“Why is it so important–what others have done? Why does it become sacred by the mere fact of not being your own? Why is anyone and everyone right–so long as it’s not yourself? Why does the number of those others take the place of truth? Why is truth made a mere matter of arithmetic–and only of addition at that? Why is everything twisted out of all sense to fit everything else? There must be some reason. I don’t know. I’ve never known it. I’d like to understand.”
“I have, let’s say, sixty years to live. Most of that time will be spent working. I’ve chosen the work I want to do. If I find no joy in it, then I’m only condemning myself to sixty years of torture. And I can find the joy only if I do my work in the best way possibly to me. But the best is a matter of standards–and I set my own standards. I inherit nothing. I stand at the end of no tradition. I may, perhaps, stand at the beginning of one.”
“Strange as it may sound, a totally selfless interest in one’s fellow men is possible in this world.”
“A thing is not high if one can reach it; it is not great if one can reason about it; it is not deep if one can see the bottom.”

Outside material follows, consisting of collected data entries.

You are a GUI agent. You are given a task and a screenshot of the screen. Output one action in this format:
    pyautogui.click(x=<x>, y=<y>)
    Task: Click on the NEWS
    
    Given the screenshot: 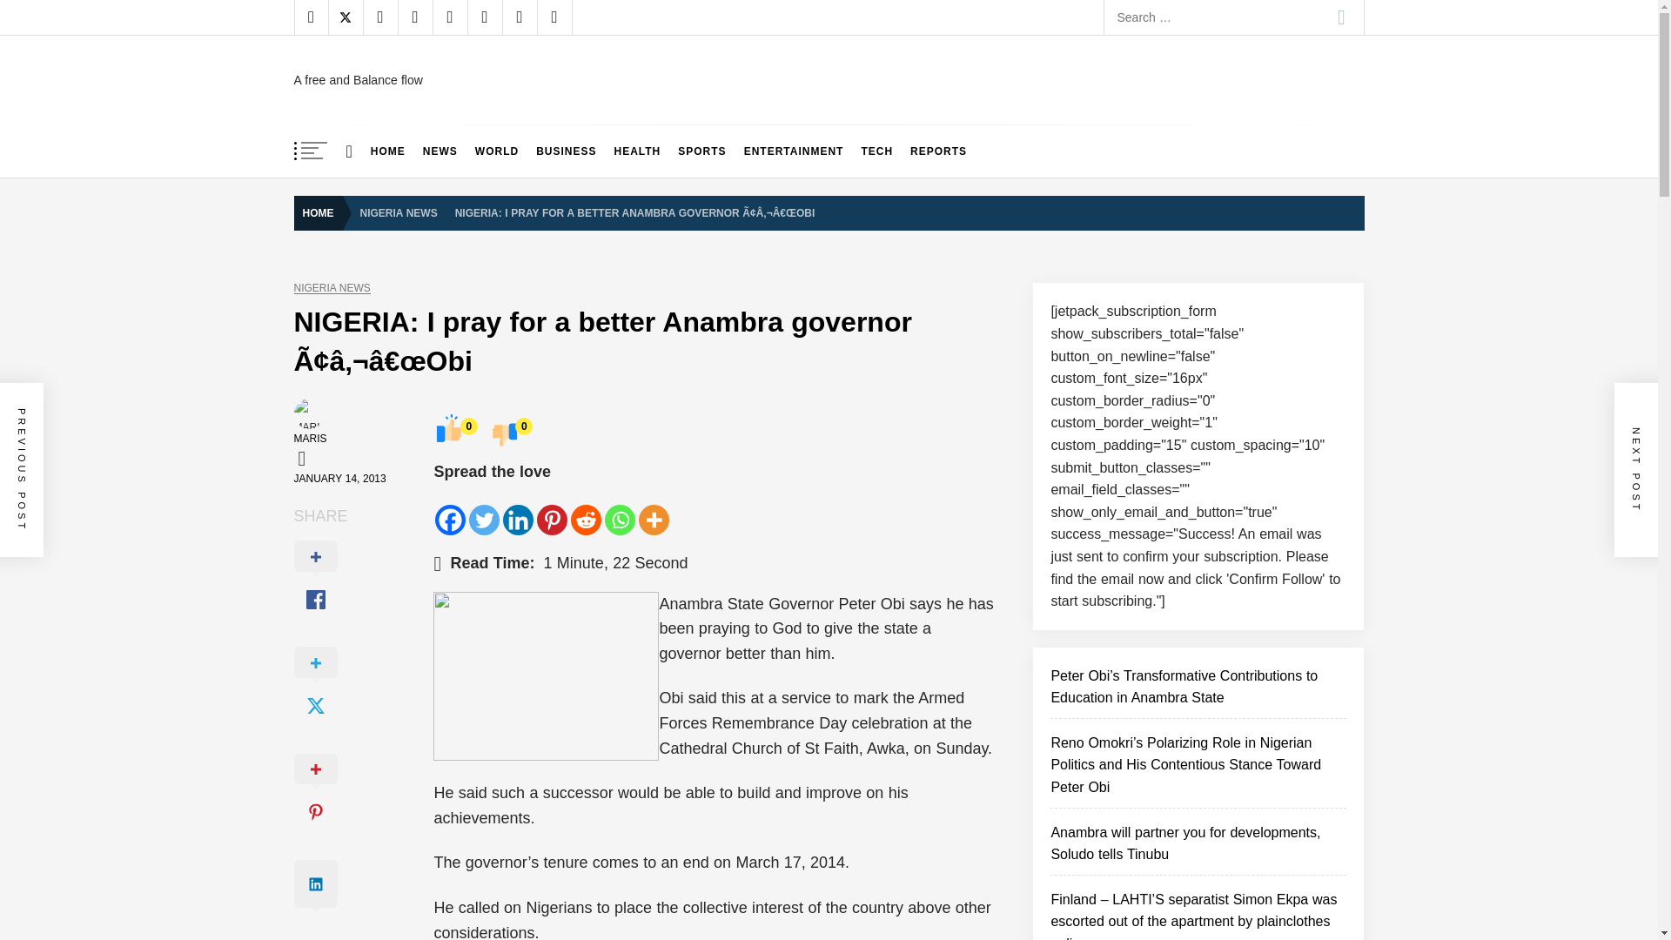 What is the action you would take?
    pyautogui.click(x=440, y=151)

“It’s good to suffer. Don’t complain. Bear, bow, accept–and be grateful that God has made you suffer. For this makes you better than the people who are laughing and happy. If you don’t understand this, don’t try to understand. Everything bad comes from the mind, because the mind asks too many questions. It is blessed to believe, not to understand. So if you didn’t get passing grades, be glad of it. It means that you are better than the smart boys who think too much and too easily.”
“Yet a man’s career concerns all society. The question of where you could be most useful to your fellow men comes first. It’s not what you can get out of society, it’s what you can give.”
“I’m a dangerous person. Somebody ought to warn you against me.”
“I’m not afraid any more. But I know the terror exists. I know the kind of terror it is. You can’t conceive of that kind. Listen, what’s the most horrible experience you can imagine? To me–it’s being left, unarmed, in a sealed cell with a drooling beast of prey or a maniac who’s had some disease that’s eaten his brain out. You’d have nothing then but your voice–your voice and your thoughts. You’d scream to that creature why it should not touch you, you’d have the most eloquent words, the unanswerable words, you’d become the vessel of the absolute truth. And you’d see living eyes watching you and you’d know that the thing can’t hear you, that it can’t be reached, not reached, not in any way, yet it’s breathing and moving there before you with a purpose of its own. That’s horror. Well, that’s what’s hanging over the world, prowling somewhere through mankind, that same thing, something closed, mindless, utterly wanton, but something with an aim and a cunning of its own. I don’t think I’m a coward, but I’m afraid of it. And that’s all I know–only that it exists. I don’t know its purpose, I don’t know its nature.”
“…do people sleep a lot because they’re tired or because they want to escape from something?”
“Nothing has gone–except desire; no more than that–the root, the desire to desire. He thought that a man who loses his eyes still retains the concept of sight; but he had heard of a ghastlier blindness–if the brain centers controlling vision are destroyed, one loses even the memory of visual perception.”
“I acted as the world demands one should act. Only I can do nothing halfway. Those who can, have a fissure somewhere inside. Most people have many. They lie to themselves–not to know that. I’ve never lied to myself. So I had to do what you all do–only consistently and completely. I’ve probably destroyed you. If I could care, I’d say I’m sorry. That was not my purpose.”
“You know how people long to be eternal. But they die with every day that passes. When you meet them, they’re not what you met last. In any given hour, they kill some part of themselves. They change, they deny, they contradict–and they call it growth. At the end there’s nothing left, nothing unreversed or unbetrayed; as if there had never been an entity, only a succession of adjectives fading in and out on an unformed mass. How do they expect a permanence which they have never held for a single moment.”
“No, he thought, I regret nothing. There have been things I missed, but I ask no questions, because I have loved it, such as it has been, even the moments of emptiness, even the unanswered–and that I loved it, that is the unanswered in my life. But I loved it.”
“The basic trouble with the modern world is the intellectual fallacy that freedom and compulsion are opposites. To solve the gigantic problems crushing the world today, we must clarify our mental confusion. We must acquire a philosophical perspective. In essence, freedom and compulsion are one. Let me give you a simple illustration. Traffic lights restrain your freedom to cross a street whenever you wish. But this restraint gives you the freedom from being run over by a truck. If you were assigned to a job and prohibited from leaving it, it would restrain the freedom of your career. But it would give you freedom from the fear of unemployment. Whenever a new compulsion is imposed upon us, we automatically gain a new freedom. The two are inseparable. Only by accepting total compulsion can we achieve total freedom.”
“She thought, I’ve learned to bear anything except happiness. I must learn how to carry it. How not to break under it. It’s the only discipline I’ll need from now on.”
“…she knew that even pain can be confessed, but to confess happiness is to stand naked, delivered to the witness, yet they could let each other see it without need of protection.”